Clearly, we needed a different approach. And salvation comes from the past, in the form of the venerable passive filter, using inductors as well as capacitors and resistors – but no amplifiers at all! The early proponents of active filters waged war on the passive filter, citing the cost, size and weight of the inductors as reasons why that noble circuit should be expunged from the canon of filter design, at least at sub-radio frequencies. But the inductor never went away and is still available for duty today in many forms.
But, you mutter, aren’t passive filters hard to design? Well, not doing it as I’m about to describe. The design approach I’ll use is the “narrowband capacitor-coupled” method, and it’s so easy that you can almost do it in your head. It certainly qualifies as what applications legend Dave Ritter called “Desert Island Design”, because no software at all is needed to get you pretty close to what you need. Let’s run through it step by step for one filter.
1 Impedance level, the customer wanted Zin>100 kOhm, so let’s say 200 kOhm if we want two filters permanently connected in parallel to the input signal. This is the source impedance and our reference impedance level.
2 A bandwidth of 10%, so let’s divide this 200 kOhm by 10 to get a required inductor impedance of 20 kOhm at the center frequency.
3 Let’s pick a center frequency of 30 kHz . we need an inductor of (20 kOhm divided by (2pi*30k) ) or ~0.1 Henrys. A quick search of the DigiKey catalog revealed the Bourns 70F range of standard 5% inductors (http://www.bourns.com/data/global/pdfs/70F_series.pdf ) from which the 70F101AF-RC looks good. Inherent quality factor is >>10 and self-resonant frequency is >>30 kHz, so it should suit our purposes.
4 Download the inductor data sheet and unpack the various parasitics – no inductor is perfect. Work out that the winding capacitance Cpar is 10.3 pF, from the self-resonant frequency of 157 kHz. The coil has a rated quality factor of 48 at 79 kHz, at which frequency its impedance will be 49637 ohms. If the only cause of the loss was the 287 ohm series resistance Rser you’d get a quality factor of 49637/287=173. So let’s add a shunt resistance that by itself would give us a quality factor of 1/(1/48-1/173) or 66.4. That resistance Rshunt will be 66.4*49637 , i.e. 3.29 Megohm.

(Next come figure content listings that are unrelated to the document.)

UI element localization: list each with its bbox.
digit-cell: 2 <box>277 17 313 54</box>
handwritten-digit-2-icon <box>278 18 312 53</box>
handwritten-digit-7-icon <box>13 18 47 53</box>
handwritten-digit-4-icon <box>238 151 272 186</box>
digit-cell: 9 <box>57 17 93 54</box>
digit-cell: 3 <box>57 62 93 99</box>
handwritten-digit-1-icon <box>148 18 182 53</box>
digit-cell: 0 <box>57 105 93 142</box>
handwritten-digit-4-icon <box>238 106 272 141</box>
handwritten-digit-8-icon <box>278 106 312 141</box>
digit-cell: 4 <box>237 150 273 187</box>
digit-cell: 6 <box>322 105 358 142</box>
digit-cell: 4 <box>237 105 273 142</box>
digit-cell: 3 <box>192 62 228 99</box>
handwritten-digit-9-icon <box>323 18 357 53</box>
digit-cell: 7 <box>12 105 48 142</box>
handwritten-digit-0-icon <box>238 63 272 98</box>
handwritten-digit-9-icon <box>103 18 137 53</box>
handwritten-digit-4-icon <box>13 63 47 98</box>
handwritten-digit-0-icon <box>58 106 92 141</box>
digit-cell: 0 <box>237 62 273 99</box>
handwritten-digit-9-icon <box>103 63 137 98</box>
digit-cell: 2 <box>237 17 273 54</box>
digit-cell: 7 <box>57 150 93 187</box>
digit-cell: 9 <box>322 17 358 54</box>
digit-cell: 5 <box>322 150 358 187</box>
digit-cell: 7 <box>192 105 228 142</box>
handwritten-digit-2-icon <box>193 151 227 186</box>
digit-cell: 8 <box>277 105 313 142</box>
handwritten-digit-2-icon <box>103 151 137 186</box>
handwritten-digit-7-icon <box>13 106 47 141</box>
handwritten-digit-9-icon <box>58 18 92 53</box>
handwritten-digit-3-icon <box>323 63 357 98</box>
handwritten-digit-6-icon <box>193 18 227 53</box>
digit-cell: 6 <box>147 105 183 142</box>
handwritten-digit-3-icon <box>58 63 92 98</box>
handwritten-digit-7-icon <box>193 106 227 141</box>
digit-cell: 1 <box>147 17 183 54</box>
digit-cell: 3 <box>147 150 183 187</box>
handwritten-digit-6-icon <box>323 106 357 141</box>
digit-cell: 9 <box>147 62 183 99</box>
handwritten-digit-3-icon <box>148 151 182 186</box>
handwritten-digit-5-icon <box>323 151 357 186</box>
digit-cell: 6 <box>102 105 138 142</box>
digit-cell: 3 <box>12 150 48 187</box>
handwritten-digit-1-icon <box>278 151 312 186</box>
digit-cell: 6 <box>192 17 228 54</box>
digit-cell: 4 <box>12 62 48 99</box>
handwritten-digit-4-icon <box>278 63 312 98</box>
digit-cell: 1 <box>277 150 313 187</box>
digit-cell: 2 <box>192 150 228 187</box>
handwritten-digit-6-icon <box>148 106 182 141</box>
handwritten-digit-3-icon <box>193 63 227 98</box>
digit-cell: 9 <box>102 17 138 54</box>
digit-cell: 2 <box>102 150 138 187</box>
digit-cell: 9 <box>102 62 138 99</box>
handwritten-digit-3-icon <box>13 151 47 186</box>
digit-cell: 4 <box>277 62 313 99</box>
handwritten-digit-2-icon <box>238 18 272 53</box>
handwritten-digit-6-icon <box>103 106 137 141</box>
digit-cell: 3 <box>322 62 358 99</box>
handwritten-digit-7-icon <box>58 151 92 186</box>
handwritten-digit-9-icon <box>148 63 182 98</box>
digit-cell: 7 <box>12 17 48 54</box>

5 Calculate the necessary capacitance to resonate a 0.1 H inductor at 30 kHz, and subtract Cpar. Comes to 271 pF. Now, take two of these tuned circuits, and couple them together with a capacitor equal to the resonating cap divided by the Q, or 28 pF. Knock off half of this capacitance from each of the tuning caps on the inductors, making them 257 pF each. The whole thing is shown in figure 1.
Figure 1: our hand-designed bandpass filter.
Let’s have a look at the frequency response, in figure 2. Pretty good, wouldn’t you say?
Figure 2: the frequency response of our hand-designed filter.
Now, I’ll admit that the inductors I chose are rather physically enormous in comparison to the tiny packages that we’re used to for inductors and capacitors these days. But the customer assured us that space wasn’t a problem. And the distributor’s small-quantity price for the inductors was a lot higher than you’d pay for a resistor or capacitor. But suitable coils could be sourced at far lower prices in mass production quantities. Further design optimization would permit a lower value of coil quality factor, further reducing size and cost.
Monte Carlo analysis in LTspice indicated that it is pretty resistant to component tolerances, and modern ferrite inductors are generally designed with quite low temperature coefficients of permeability. And don’t forget, this filter takes no DC supply current whatsoever! We just fed the output straight into a comparator input on the microcontroller, job done, power budget met, old-fashioned technology saves the day.
So – and I suppose this is a morality tale of sorts, after all – it pays not to recoil from (see what I did there?) the humble inductor, and what it can do for you when power budgets are tight!